Of course, Shakespeare isn't the only playwright to have had his plays 'musicalised'. Various plays that most people would never have considered putting music to have been turned into successful musicals:

  • My Fair Lady is a musical version of Shaw's Pygmalion, which sticks very closely to the original - using much of Shaw's dialogue and changing only the ending - yet manages to make the songs a natural part of the proceedings. Some, such as 'Why Can't the English' and 'The Rain in Spain', spring from the trials and tribulations of language, while others perform the usual musical comedy function of taking over from dialogue when the emotion runs highest.

  • New Girl in Town was less successful, lasting just over a year on Broadway, but then the very concept of adding music to Eugene O'Neill's plot of Anna Christie is exceedingly bizarre.

  • Another 'pointless' musicalisation is that of High Spirits, which achieves the bizarre feat of putting music by other people to a Noel Coward play (Blithe Spirit).
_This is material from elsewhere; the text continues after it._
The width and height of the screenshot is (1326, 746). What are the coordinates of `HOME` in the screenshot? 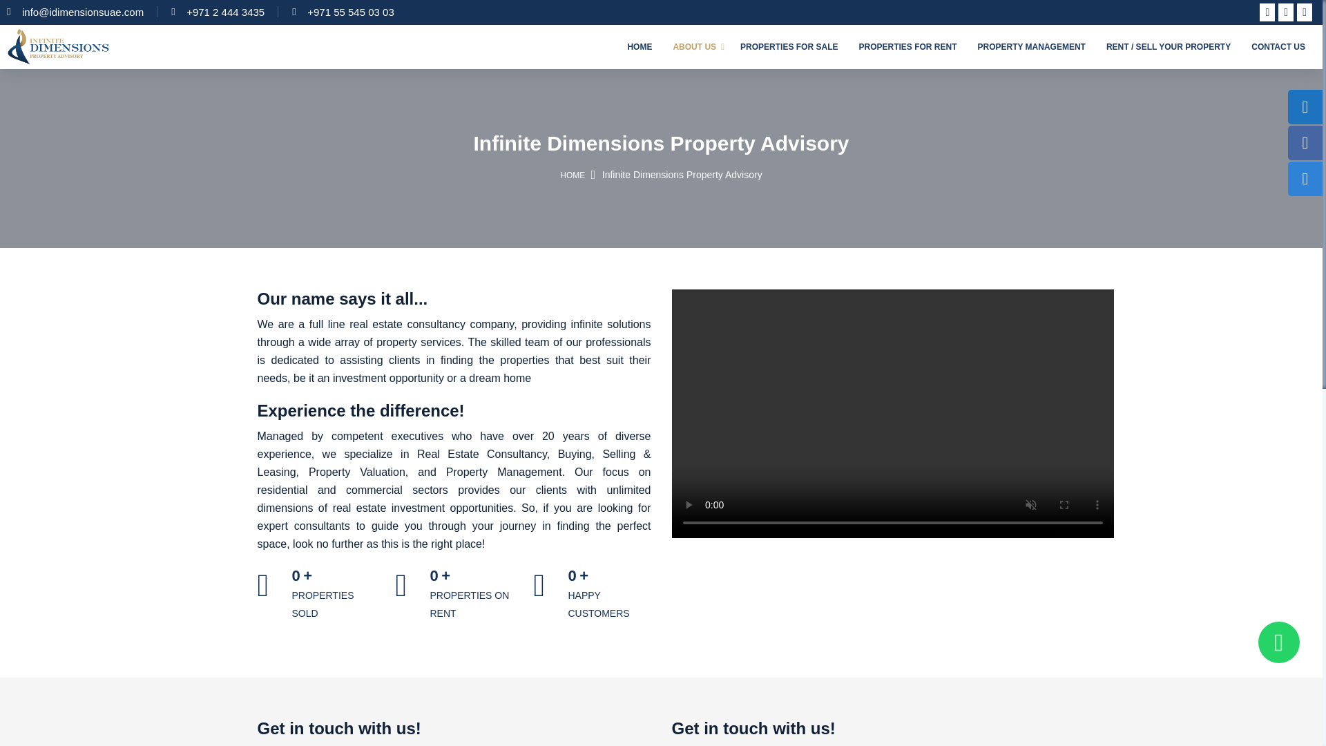 It's located at (639, 47).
It too had a relatively short life on Broadway, but has proved popular since, with frequent revivals.

  • Hello, Dolly! was based on Thornton Wilder's popular farce, The Matchmaker, subsituting music for much of the farcical elements (though combining the two in the 'Motherhood March'), much as Where's Charley? had done for Charley's Aunt.

  • Chicago, Carousel and Oklahoma! all achieved the task of taking an almost-forgotten play (respectively, Chicago, Liliom and Green Grow the Lilacs), spotting something in it and transforming it into a smash-hit musical.

  • Rent, Miss Saigon and Aida, all smash hits on Broadway, take things one step further, mining operatic sources (La Boheme, Madame Butterfly and Aida) and creating a new score around much the same story.

Further Reading

1Of course, it was pure coincidence that one of them happened to be related to lyricist Lorenz Hart...2The servants of the twin brothers.3If she says your behaviour is heinous, kick her right in the...4Not the character from Superman, though the Man of Steel had been around for ten years by this point.5Though not an immediate success.